A series of well-received and landmark TV miniseries followed - the Dickens' hero Pip in "Great Expectations" (NBC, 1974) and a re-teaming with his illustrious mentor Zeffirelli in "Jesus of Nazareth" (NBC, 1977) as John the Baptist. York returned to his theatrical roots in the 1979 Broadway production of "Bent," where he succeeded Richard Gere in the lead role of Max, a homosexual concentration camp inmate who pretends to be Jewish. That same year he produced his first movie, a slow-moving adaptation of Erskine Childer's prototypical spy novel, "The Riddle of the Sands."
As the 1980s came around, York attempted his first stage musical, "The Little Prince;" it failed miserably during its Broadway previews and he decided to return to the comfort of the small screen, where he proved he could still be a dashing and stalwart swashbuckler in "The Master of Ballantrae" (CBS, 1984) and earned a Daytime Emmy nomination for the ABC Afterschool Special, "Are You My Mother?" He joined the cast of the popular and long-running primetime CBS serial "Knot's Landing" (1979- 1993) for the 1987-88 season, as a love interest for the blonde beauty Donna Mills.
In the '90s, York continued to work on the small screen, but he made a few appearances in big screen productions of note - namely as Basil Exposition, the head of British Intelligence in "Austin Powers: International Man of Mystery" (1997); he reprised the role in "Austin Powers: The Spy Who Shagged Me" (1999) and "Austin Powers: Goldmember" (2002) - which showcased him to an entirely new audience. He also played media mogul Stone Alexander in the religious-themed "The Omega Code" (1999) and its sequel "Megiddo: Omega Code 2" (2001) - two films that were not actual blockbusters, but nevertheless performed extremely well in their niche theatrical market and did gangbusters on home video.
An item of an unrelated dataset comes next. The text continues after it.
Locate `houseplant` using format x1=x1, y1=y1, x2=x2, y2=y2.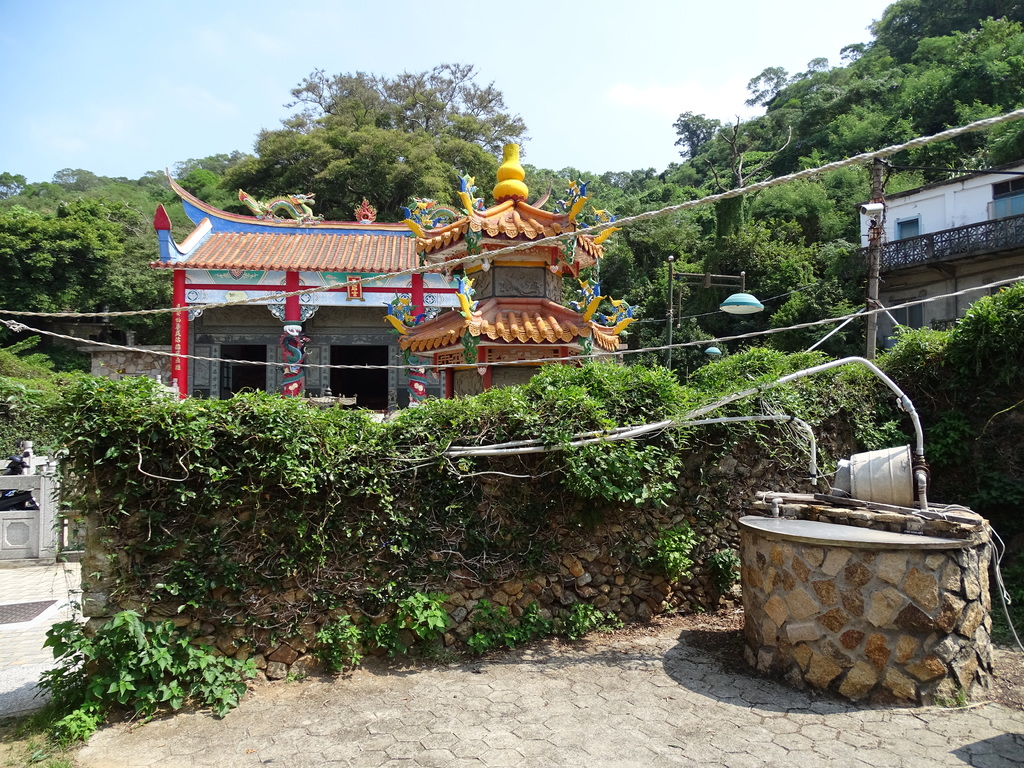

York's highly distinctive voice made him perfect for recording audio books, in which he was credited with over 70 productions, such as The Book of Psalms, Carl Jung's Memories, Dreams, Reflections, Anne Rice's The Vampire Lestat, and his own children's book, The Magic Paw Paw. He was nominated for a Grammy in 1996 for Treasure Island and won an Audie Award for The Fencing Master and a 2000 Listen Up Award for The Lion, The Witch and the Wardrobe.
York also enjoyed writing his own works. In 1991 he published his autobiography, Accidentally on Purpose, which he followed up in 2001 with A Shakespearean Actor Prepares; it was a finalist in the Independent Publisher Book Awards of that same year. His book Dispatches from Armageddon: Making the movie Megiddo was published in January 2002 and Professor Richard Brown of NYU hailed it as "one of the most readable, literate, and insightful works ever written on the process of making movies." His latest book was Are My Blinkers Showing? about filmmaking in the new Russia.
Ever the Renaissance man, York also found time to lecture internationally on Shakespeare, the poetry of Rudyard Kipling and the history and art of acting. Due to his contributions to his profession, he was awarded Britain's Order of the British Empire, France's Arts et Lettres and a Star on the Hollywood Walk of Fame.